Rock legend
April 12, 2011Udo Lindenberg moved to harbor-city Hamburg at 22 with the intention of heading out to sea, but he wound up in a band instead. Although he had always made music, singing didn't quite come naturally to him.
At home in a small town in western Germany, people knew him as a good drummer. In fact, his beats still open one of the country's most beloved TV shows called "Tatort," which has run for over 40 years.
Back when he recorded the introduction for "Tatort," he was still just the man in the background with an ear to the ground.
"After all, I also live among the people on the street," he remarked once in an interview.
Coasters, a felt hat and sunglasses
He writes his lyrics in the same spot as always: at the counter in a corner bar on the backs of coasters. Somewhere, he claims, he has a mountain of coasters, likely filled with the same authentic texts and sensibility for human relationships that has marked his songs from the start.
Despite his knack for writing, his voice wasn't made for singing - a fact he acknowledged himself in the early 1970s while looking for a singer to perform his lyrics. But he couldn't find anyone who got it right, so the drummer found himself behind the microphone.
Now his voice is his trademark - along with his felt hat and, of course, a pair of sunglasses. He's also set himself apart for doing something most thought was impossible at the beginning of the 70s: he sings rock music in German.
"Earlier, I sang in English for a while," Lindenberg said, "Until I realized that it's pretty illogical trying to articulate your thoughts in another language."
'Like Romeo and Juliet'
So the singer set out to tell stories in his own language and from his own experiences. In turn, he's influenced German; the names of his characters and some of his turns of phrases have long since passed into everyday speech.
Lindenberg is proof that it's possible to sing in German without sounding embarrassingly folksy or like an impassioned freedom fighter from bygone times.
But that's not to say Lindenberg hasn't had his own brushes with politics - both musically and otherwise. During a trip into the communist GDR (German Democratic Republic) in 1973, he fell head over heels for a woman named Manu and started making plans to bring her to West Germany. The secret police in the GDR got wind of the plan and put an end to it.
"It went really deep, but we couldn't live it out - like Romeo and Juliet, separated by the Wall," recalled Lindenberg later.
Broken promise
Who knows whether it was the shattered love affair that moved Lindenberg to perform again and again in the GDR. Divided Germany was also at play in the performer's biggest hit, "Sonderzug nach Pankow" ("Special Train to Pankow"). Pankow was a district in East Berlin, where many communist officials lived during the GDR period.
In "Sonderzug," Lindenberg put his wish to be invited to the GDR into song, but at first, it wasn't met with as much love from the authorities there as from his fans in the West.
Eventually, though, the singer got his wish and performed for selected functionaries in the parliament of the GDR, and he was promised permission for a tour in the country during 1984. But promises didn't mean very much during the Cold War.
"Then when I explained that Russian rockets are just as much crap as American, everything was over," Lindenberg said.
Cancellation of the tour set off outcries from citizens across East Germany, and it wasn't until after the fall of the Berlin Wall that Lindenberg would play there again. In a sense, he is the first rockstar of post-unification Germany.
No signs of stopping
Over the decades, Lindenberg has remained a phenomenon. He's made his home in a legendary Hamburg hotel and conquered tabloids again and again for his rock 'n' roll lifestyle, full of women and booze.
In 1992, he won Germany's prestigious Echo music award for his life's work. Many thought that would close the last chapter in his career. But 17 years later, he took the stage at the Echo Awards again to take a prize for his number one album "Stark für zwei" ("Strong for Two").
He's now 65 years old, but there's no end in sight to music making for the storied musician.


(Work order): Repeat the data that follows verbatim. Images are not part of the copy.

(Extracted records):
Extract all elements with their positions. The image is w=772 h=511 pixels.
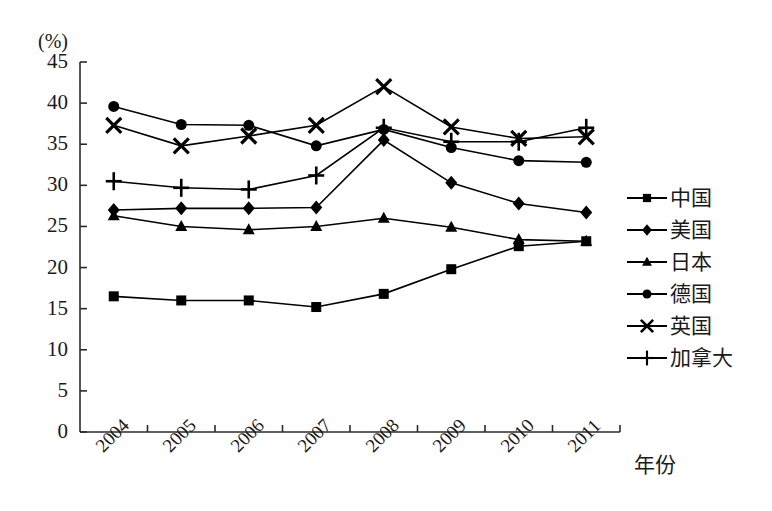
y-tick-label: 10 (28, 339, 68, 360)
legend-item-square[interactable]: 中国 (626, 182, 733, 214)
legend-item-plus[interactable]: 加拿大 (626, 342, 733, 374)
legend-item-circle[interactable]: 德国 (626, 278, 733, 310)
chart-axes (80, 62, 620, 432)
y-tick-label: 40 (28, 92, 68, 113)
legend-label: 德国 (668, 284, 712, 305)
circle-marker-icon (626, 283, 668, 305)
y-tick-label: 20 (28, 257, 68, 278)
y-tick-label: 25 (28, 215, 68, 236)
legend-label: 中国 (668, 188, 712, 209)
legend-label: 加拿大 (668, 348, 733, 369)
y-tick-label: 0 (28, 421, 68, 442)
legend-label: 英国 (668, 316, 712, 337)
y-tick-label: 15 (28, 298, 68, 319)
legend-item-cross[interactable]: 英国 (626, 310, 733, 342)
plus-marker-icon (626, 347, 668, 369)
square-marker-icon (626, 187, 668, 209)
y-tick-label: 30 (28, 174, 68, 195)
legend-item-triangle[interactable]: 日本 (626, 246, 733, 278)
y-axis-ticks (80, 62, 87, 432)
y-tick-label: 35 (28, 133, 68, 154)
x-axis-title: 年份 (634, 448, 676, 478)
legend-label: 日本 (668, 252, 712, 273)
legend-item-diamond[interactable]: 美国 (626, 214, 733, 246)
chart-legend: 中国美国日本德国英国加拿大 (626, 182, 733, 374)
triangle-marker-icon (626, 251, 668, 273)
cross-marker-icon (626, 315, 668, 337)
y-tick-label: 5 (28, 380, 68, 401)
y-tick-label: 45 (28, 51, 68, 72)
chart-container: (%) 051015202530354045 20042005200620072… (0, 0, 772, 511)
chart-series-0 (109, 236, 592, 312)
legend-label: 美国 (668, 220, 712, 241)
chart-series-2 (108, 209, 593, 245)
diamond-marker-icon (626, 219, 668, 241)
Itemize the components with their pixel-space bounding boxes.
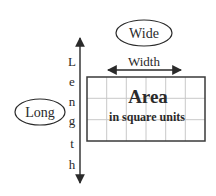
wide-bubble: Wide <box>116 20 172 46</box>
area-box: Area in square units <box>87 77 205 141</box>
length-letter: h <box>69 157 76 172</box>
area-title: Area <box>128 86 168 107</box>
width-label: Width <box>128 54 160 69</box>
width-arrow: Width <box>108 54 181 70</box>
long-label: Long <box>25 105 55 120</box>
length-letter: e <box>69 74 75 89</box>
area-subtitle: in square units <box>109 110 185 124</box>
area-diagram: Wide Width L e n g t h Long Area in squa… <box>0 0 216 196</box>
length-letter: n <box>69 94 76 109</box>
long-bubble: Long <box>15 99 65 125</box>
length-letter: g <box>69 113 76 128</box>
length-letter: t <box>70 136 74 151</box>
length-letter: L <box>68 54 76 69</box>
wide-label: Wide <box>129 26 159 41</box>
length-arrow: L e n g t h <box>68 38 80 183</box>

(Exercise response):
Extract all elements with their positions. The image is w=772 h=511 pixels.
y-tick-label: 10 (28, 339, 68, 360)
legend-item-square[interactable]: 中国 (626, 182, 733, 214)
legend-item-plus[interactable]: 加拿大 (626, 342, 733, 374)
legend-item-circle[interactable]: 德国 (626, 278, 733, 310)
chart-axes (80, 62, 620, 432)
y-tick-label: 40 (28, 92, 68, 113)
legend-label: 德国 (668, 284, 712, 305)
circle-marker-icon (626, 283, 668, 305)
y-tick-label: 20 (28, 257, 68, 278)
y-tick-label: 25 (28, 215, 68, 236)
legend-label: 中国 (668, 188, 712, 209)
legend-label: 加拿大 (668, 348, 733, 369)
y-tick-label: 0 (28, 421, 68, 442)
legend-label: 英国 (668, 316, 712, 337)
y-tick-label: 15 (28, 298, 68, 319)
legend-item-cross[interactable]: 英国 (626, 310, 733, 342)
plus-marker-icon (626, 347, 668, 369)
square-marker-icon (626, 187, 668, 209)
y-tick-label: 30 (28, 174, 68, 195)
legend-item-triangle[interactable]: 日本 (626, 246, 733, 278)
y-axis-ticks (80, 62, 87, 432)
y-tick-label: 35 (28, 133, 68, 154)
x-axis-title: 年份 (634, 448, 676, 478)
legend-label: 日本 (668, 252, 712, 273)
legend-item-diamond[interactable]: 美国 (626, 214, 733, 246)
chart-legend: 中国美国日本德国英国加拿大 (626, 182, 733, 374)
triangle-marker-icon (626, 251, 668, 273)
cross-marker-icon (626, 315, 668, 337)
y-tick-label: 5 (28, 380, 68, 401)
y-tick-label: 45 (28, 51, 68, 72)
chart-container: (%) 051015202530354045 20042005200620072… (0, 0, 772, 511)
chart-series-0 (109, 236, 592, 312)
legend-label: 美国 (668, 220, 712, 241)
chart-series-2 (108, 209, 593, 245)
diamond-marker-icon (626, 219, 668, 241)
Itemize the components with their pixel-space bounding boxes.
wide-bubble: Wide <box>116 20 172 46</box>
area-box: Area in square units <box>87 77 205 141</box>
length-letter: h <box>69 157 76 172</box>
area-title: Area <box>128 86 168 107</box>
width-label: Width <box>128 54 160 69</box>
width-arrow: Width <box>108 54 181 70</box>
long-label: Long <box>25 105 55 120</box>
length-letter: e <box>69 74 75 89</box>
area-subtitle: in square units <box>109 110 185 124</box>
area-diagram: Wide Width L e n g t h Long Area in squa… <box>0 0 216 196</box>
length-letter: n <box>69 94 76 109</box>
long-bubble: Long <box>15 99 65 125</box>
length-letter: g <box>69 113 76 128</box>
length-letter: t <box>70 136 74 151</box>
length-letter: L <box>68 54 76 69</box>
wide-label: Wide <box>129 26 159 41</box>
length-arrow: L e n g t h <box>68 38 80 183</box>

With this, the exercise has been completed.